Tuesday, October 25, 2016

Twee. That is All.



I might finally – even though I never intend to pick it up again and finish reading it – understand the appeal of John Crowley’s “Little, Big.”

It’s twee. I said so when I reviewed the book. Or at least its first 100-odd pages. And I mean odd.
But today, due to an Interwebs search on the word twee, I ran into the Twee Movement. Somebody decided to make “twee” a movement and forgot to tell me. Not that I would have joined. Because their twee isn’t my twee at all.

Here’s how I define twee. It might sound familiar if you use a dictionary:


To provide examples, I offer up mainly books: Kenneth Grahame’s “The Wind in the Willows,” the aforementioned “Little, Big,” Bob Brooks’ “Ballymore Adventures,” the Beatrix Potter canon, Winnie the Pooh, Paddington Bear, the works of Aardman Animation, etc.
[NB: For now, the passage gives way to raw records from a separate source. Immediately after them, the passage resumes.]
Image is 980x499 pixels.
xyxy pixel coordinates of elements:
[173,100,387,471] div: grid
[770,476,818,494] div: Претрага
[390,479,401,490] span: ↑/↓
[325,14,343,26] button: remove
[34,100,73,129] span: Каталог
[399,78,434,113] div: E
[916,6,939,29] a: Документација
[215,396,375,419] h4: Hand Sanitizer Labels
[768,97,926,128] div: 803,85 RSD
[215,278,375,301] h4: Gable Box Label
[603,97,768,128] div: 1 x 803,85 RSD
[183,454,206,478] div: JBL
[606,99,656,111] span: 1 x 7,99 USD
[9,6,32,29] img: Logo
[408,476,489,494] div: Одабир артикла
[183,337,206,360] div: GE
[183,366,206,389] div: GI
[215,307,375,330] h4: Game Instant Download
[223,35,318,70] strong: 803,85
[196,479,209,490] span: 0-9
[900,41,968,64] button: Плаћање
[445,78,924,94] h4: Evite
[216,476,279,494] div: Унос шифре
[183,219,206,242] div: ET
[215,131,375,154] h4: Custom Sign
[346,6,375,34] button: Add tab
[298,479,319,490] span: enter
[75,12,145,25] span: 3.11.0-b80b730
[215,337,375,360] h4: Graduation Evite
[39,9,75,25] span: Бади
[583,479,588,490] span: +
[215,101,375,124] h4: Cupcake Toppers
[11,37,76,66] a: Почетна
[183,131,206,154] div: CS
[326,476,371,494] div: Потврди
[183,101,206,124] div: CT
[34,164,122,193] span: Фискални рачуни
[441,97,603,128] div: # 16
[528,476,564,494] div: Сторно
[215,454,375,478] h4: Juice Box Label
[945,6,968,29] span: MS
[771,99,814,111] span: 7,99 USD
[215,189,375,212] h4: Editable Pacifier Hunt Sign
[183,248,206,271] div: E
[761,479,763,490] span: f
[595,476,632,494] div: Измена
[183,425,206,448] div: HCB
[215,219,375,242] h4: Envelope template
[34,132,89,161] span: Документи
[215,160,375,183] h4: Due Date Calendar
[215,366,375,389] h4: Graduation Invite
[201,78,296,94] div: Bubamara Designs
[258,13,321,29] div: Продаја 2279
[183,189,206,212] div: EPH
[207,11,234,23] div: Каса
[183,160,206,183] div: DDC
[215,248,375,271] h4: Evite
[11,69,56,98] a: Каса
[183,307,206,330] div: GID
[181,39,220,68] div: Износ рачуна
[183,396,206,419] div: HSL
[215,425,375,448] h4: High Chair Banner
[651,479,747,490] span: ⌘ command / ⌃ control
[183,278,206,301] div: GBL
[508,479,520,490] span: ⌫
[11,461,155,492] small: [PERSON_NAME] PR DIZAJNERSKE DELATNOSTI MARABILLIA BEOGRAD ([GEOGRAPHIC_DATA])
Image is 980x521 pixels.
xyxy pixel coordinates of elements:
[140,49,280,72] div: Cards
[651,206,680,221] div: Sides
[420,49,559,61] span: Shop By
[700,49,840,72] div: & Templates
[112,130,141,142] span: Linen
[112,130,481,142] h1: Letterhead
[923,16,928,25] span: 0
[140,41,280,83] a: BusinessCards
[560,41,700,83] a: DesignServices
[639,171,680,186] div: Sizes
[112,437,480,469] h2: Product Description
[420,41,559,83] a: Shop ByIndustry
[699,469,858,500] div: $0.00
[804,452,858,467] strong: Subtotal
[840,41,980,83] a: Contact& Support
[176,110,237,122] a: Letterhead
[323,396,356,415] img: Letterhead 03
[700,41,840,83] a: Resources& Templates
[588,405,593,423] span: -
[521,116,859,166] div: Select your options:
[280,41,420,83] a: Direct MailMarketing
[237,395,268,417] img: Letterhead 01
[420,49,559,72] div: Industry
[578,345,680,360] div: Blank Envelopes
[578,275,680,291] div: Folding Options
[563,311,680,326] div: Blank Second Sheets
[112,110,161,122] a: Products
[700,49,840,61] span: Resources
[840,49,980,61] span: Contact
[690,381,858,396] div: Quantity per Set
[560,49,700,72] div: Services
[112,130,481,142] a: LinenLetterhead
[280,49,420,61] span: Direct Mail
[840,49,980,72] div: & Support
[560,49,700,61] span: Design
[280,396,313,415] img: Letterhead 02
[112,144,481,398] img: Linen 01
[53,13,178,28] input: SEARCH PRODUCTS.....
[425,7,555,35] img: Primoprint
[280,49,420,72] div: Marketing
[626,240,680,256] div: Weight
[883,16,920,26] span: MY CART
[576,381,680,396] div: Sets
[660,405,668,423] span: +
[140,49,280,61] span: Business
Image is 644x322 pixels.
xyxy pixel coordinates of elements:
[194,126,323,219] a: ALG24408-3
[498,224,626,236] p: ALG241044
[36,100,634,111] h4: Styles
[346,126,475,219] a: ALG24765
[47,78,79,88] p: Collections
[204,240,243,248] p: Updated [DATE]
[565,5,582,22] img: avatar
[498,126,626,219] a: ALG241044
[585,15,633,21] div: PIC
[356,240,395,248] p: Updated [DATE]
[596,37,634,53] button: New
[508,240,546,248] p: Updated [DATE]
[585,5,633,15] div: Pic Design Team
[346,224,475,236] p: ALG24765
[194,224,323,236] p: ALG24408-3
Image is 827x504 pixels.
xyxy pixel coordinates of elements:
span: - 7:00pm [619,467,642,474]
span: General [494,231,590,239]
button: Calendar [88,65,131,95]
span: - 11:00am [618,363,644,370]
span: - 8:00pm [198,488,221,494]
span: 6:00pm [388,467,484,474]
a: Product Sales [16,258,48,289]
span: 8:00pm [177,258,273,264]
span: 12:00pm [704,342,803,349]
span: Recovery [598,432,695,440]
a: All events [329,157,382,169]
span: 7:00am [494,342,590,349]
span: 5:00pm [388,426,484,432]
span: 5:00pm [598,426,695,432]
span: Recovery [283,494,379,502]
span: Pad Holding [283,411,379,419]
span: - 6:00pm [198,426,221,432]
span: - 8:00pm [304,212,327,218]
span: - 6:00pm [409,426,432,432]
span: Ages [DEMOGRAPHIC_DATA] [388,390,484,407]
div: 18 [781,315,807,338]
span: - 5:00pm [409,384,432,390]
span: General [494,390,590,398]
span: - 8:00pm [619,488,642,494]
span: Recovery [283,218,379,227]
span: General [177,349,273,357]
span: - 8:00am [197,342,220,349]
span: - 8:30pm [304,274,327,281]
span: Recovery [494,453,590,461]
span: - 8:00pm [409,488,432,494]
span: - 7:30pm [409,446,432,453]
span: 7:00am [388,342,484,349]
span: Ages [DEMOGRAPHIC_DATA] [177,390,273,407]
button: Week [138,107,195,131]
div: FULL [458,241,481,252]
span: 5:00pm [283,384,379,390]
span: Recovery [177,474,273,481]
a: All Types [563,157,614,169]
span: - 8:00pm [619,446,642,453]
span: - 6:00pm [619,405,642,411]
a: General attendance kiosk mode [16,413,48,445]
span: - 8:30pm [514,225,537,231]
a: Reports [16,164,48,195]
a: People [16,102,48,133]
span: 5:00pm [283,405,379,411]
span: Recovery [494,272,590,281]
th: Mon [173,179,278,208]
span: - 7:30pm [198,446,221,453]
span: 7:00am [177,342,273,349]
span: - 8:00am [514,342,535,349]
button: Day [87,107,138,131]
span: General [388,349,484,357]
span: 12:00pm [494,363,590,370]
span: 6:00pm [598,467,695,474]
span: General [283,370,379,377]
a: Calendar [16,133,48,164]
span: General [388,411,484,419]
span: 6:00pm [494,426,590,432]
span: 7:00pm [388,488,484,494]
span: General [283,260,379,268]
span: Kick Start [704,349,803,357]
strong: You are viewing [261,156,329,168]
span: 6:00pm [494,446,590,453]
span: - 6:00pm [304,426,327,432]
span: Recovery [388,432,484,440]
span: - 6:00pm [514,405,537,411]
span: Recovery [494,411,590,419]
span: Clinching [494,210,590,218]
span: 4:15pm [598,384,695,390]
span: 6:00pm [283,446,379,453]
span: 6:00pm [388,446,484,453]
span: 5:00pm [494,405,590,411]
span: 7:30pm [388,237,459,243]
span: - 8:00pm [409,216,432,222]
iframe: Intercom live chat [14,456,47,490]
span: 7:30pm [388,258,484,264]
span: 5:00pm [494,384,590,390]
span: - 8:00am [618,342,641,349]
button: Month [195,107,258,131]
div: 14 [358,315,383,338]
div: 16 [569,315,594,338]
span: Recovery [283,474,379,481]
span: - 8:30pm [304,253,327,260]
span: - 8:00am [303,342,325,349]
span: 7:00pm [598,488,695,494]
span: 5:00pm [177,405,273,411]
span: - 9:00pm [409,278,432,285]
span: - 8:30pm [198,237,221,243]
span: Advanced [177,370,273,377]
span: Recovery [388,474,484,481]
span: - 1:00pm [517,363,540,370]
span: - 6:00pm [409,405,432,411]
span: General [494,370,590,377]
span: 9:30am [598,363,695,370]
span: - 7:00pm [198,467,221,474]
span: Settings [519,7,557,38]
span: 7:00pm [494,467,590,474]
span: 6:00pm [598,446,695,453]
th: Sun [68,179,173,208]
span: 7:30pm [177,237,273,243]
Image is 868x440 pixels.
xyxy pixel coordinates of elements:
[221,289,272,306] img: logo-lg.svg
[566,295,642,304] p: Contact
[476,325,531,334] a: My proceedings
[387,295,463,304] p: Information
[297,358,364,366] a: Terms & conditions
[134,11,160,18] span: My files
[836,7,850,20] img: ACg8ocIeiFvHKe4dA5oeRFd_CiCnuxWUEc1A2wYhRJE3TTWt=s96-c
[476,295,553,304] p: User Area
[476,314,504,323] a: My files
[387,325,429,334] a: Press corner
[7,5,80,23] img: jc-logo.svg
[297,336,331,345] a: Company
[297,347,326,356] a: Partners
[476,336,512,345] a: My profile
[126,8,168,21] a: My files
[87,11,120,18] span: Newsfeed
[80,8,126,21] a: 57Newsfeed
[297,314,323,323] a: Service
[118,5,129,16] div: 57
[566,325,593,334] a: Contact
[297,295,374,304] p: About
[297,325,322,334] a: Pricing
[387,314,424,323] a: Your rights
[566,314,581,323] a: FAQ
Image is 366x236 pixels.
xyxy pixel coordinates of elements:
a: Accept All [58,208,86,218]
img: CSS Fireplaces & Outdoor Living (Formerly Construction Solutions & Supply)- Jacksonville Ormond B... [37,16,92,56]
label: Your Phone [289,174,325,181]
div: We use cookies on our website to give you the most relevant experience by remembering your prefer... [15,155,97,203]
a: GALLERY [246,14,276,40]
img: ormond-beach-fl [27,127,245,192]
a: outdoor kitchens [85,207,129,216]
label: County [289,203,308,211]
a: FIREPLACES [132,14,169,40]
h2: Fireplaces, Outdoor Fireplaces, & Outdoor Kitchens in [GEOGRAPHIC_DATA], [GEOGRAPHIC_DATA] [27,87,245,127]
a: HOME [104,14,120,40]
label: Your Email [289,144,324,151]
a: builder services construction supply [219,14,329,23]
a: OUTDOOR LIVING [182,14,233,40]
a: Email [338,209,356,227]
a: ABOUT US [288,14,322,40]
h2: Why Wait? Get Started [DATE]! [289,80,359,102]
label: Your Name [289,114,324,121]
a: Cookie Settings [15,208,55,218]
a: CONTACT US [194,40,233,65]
But twee went and became a lifestyle, which according to Salon.com, means this:

Twees, as I saw them, were souls with an almost incapacitating awareness of darkness, death and cruelty, who made the personal choice to focus on essential goodness and sweetness. They kept a tether to childhood and innocence and a tether to adulthood as is required by the politically and socially active.  They had a healthy interest in sex but also a healthy wariness and shyness when it came to the deed.

You’ll be shocked to hear that Brooklyn is involved.

Live and let live, I say. They can be twee all they want. Even be “Twees” with their waxed mustaches and adorable bands that you’ve probably never heard of (I wonder if Fleet Foxes would be considered twee?).

That doesn’t mean I can’t make fun of them.

Because this is adorable.

Note: At the bottom of this list, a warning: “Most people don’t know what twee is.” Which makes it all the more precious to those who have discovered this particular pigeonhole and find the dungy smell there appealing.

I think people out there crave an identity, a belonging, and wind up in some of the strangest little societal eddies. They read one thing about the “kawaii” movement in Japan and decided, “Me too!”

Again, that’s okay.

Yet I have to ask, can it be stopped? Or should I just give up and put a bird on it?